If you are the kind of person who wants or needs proper debugging capabilities, a standard build system or the ability to use your own IDE, you would be better off leaving Arduino in favor of a more traditional SDK package (either the official one provided by the vendor or an open source alternative such as avr-libc or libopencm3). Which, incidentally, is what the author did here: the complaints about Rust vs. C(++) have nothing to do with the actual language, they are about the surrounding libraries and build systems. The overflow could have been caught by compiler warnings if it weren't for Arduino disabling them by default in the name of beginner friendliness, as already pointed out by others.

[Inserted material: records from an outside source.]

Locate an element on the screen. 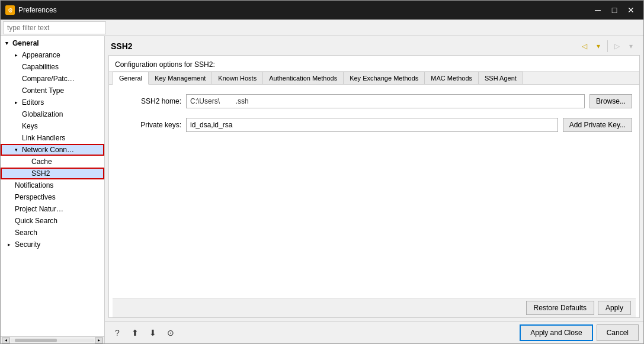 The image size is (644, 344). toolbar is located at coordinates (322, 28).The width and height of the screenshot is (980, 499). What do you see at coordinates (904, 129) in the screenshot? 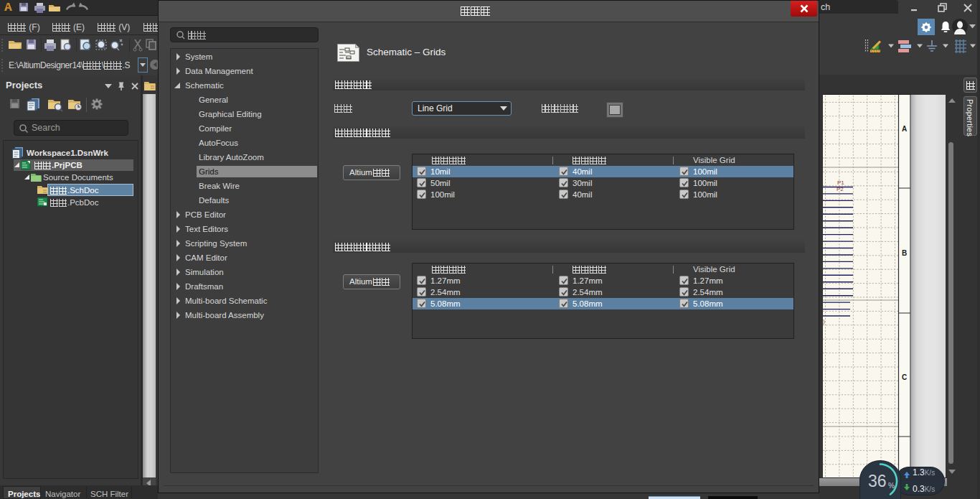
I see `svg-text: A` at bounding box center [904, 129].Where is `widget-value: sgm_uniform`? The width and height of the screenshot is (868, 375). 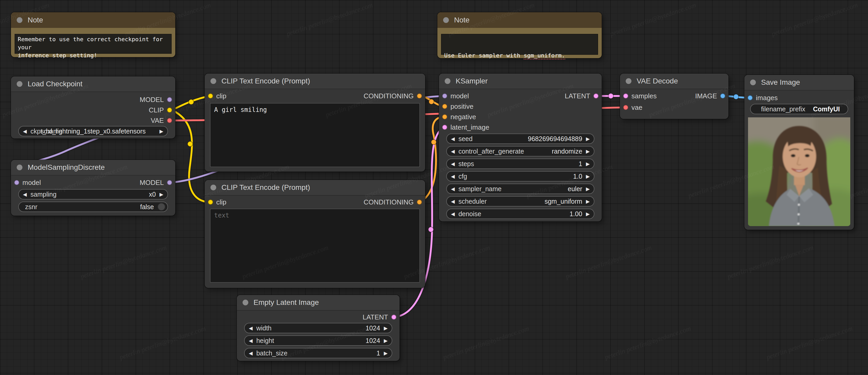 widget-value: sgm_uniform is located at coordinates (563, 201).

The complaint about vendor support is similarly unfounded. While it is true that the quality of manufacturer-provided IDEs and SDKs often leaves something to be desired, they exist and are generally well supported. Vendors have no obligation to support Arduino or Rust options, neither of which are (yet) commonly used in the industry outside of hobbyists.
> the entire Arduino ecosystem is, to put it bluntly, a huge mess due to its scrappy nature
It's less scrappy in my experience that a lot of the tools "aimed at professionals". (I guess "aimed at professionals" in the embedded space approximately means "no documentation".) I think the fact that you don't have to spend 50% of your time fighting the tools is a big reason for the popularity of the Arduino exosystem. It's just nice to have an IDE that's not so proprietary and stuck in the 90s as to crash every ten minutes (which they try to make you use for whatever vendor lock-in or similar reasons)

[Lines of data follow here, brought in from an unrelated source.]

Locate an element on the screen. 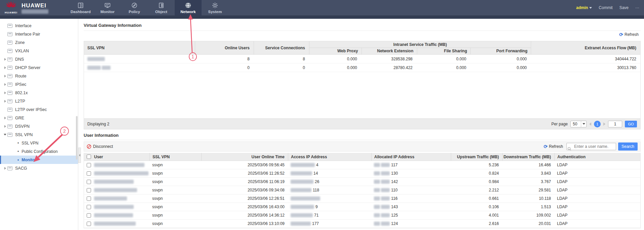 The image size is (644, 230). user-table-row: ssvpn 2025/03/06 16:43:00 9 143 0.106 1.… is located at coordinates (362, 207).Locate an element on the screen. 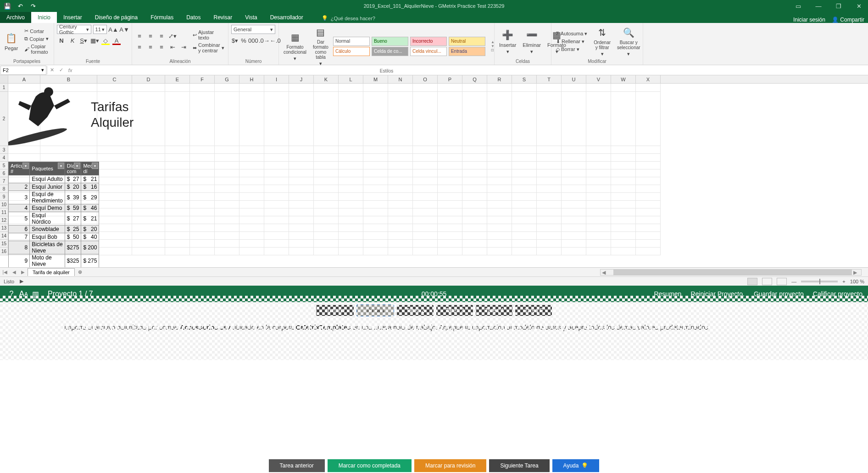 This screenshot has height=473, width=868. accounting-icon: $▾ is located at coordinates (235, 40).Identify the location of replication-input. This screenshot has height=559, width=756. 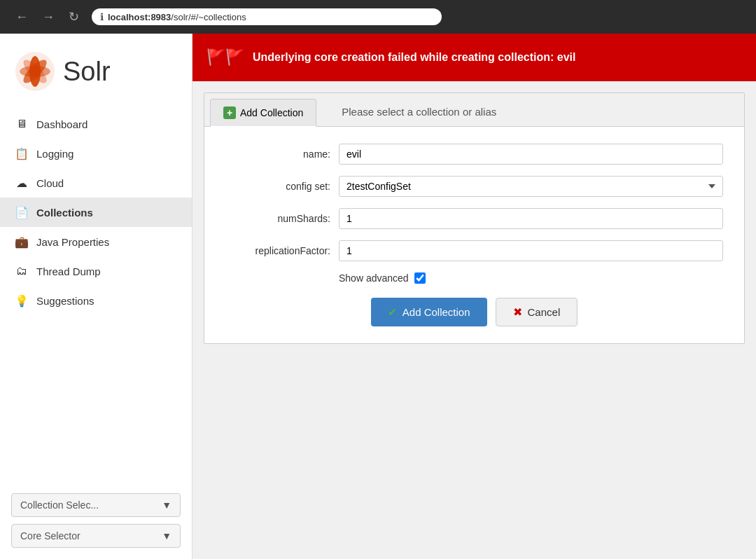
(531, 251).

> As will be obvious from this posting, I’m not an expert in dev tools for embedded systems. Far from it. This area seems like quite a deep swamp, and I’m probably not the person to help drain it. (Frankly, much of the improvement work ought to be done, and paid for, by hardware vendors.)
The main issue here is that the entire Arduino ecosystem is, to put it bluntly, a huge mess due to its scrappy nature. It often gets pushed as the default "recommended" way of doing anything with microcontrollers, but it is not and was never meant to be used by experienced developers. Idiosyncracies such as having to install a third-party package just to be able to target the ATtiny85 - a microcontroller based on the exact same AVR architecture as the other boards the IDE ships with built-in support for - are far too common and very little progress has been made so far to tackle them.
If you are the kind of person who wants or needs proper debugging capabilities, a standard build system or the ability to use your own IDE, you would be better off leaving Arduino in favor of a more traditional SDK package (either the official one provided by the vendor or an open source alternative such as avr-libc or libopencm3). Which, incidentally, is what the author did here: the complaints about Rust vs. C(++) have nothing to do with the actual language, they are about the surrounding libraries and build systems. The overflow could have been caught by compiler warnings if it weren't for Arduino disabling them by default in the name of beginner friendliness, as already pointed out by others.
The complaint about vendor support is similarly unfounded. While it is true that the quality of manufacturer-provided IDEs and SDKs often leaves something to be desired, they exist and are generally well supported. Vendors have no obligation to support Arduino or Rust options, neither of which are (yet) commonly used in the industry outside of hobbyists.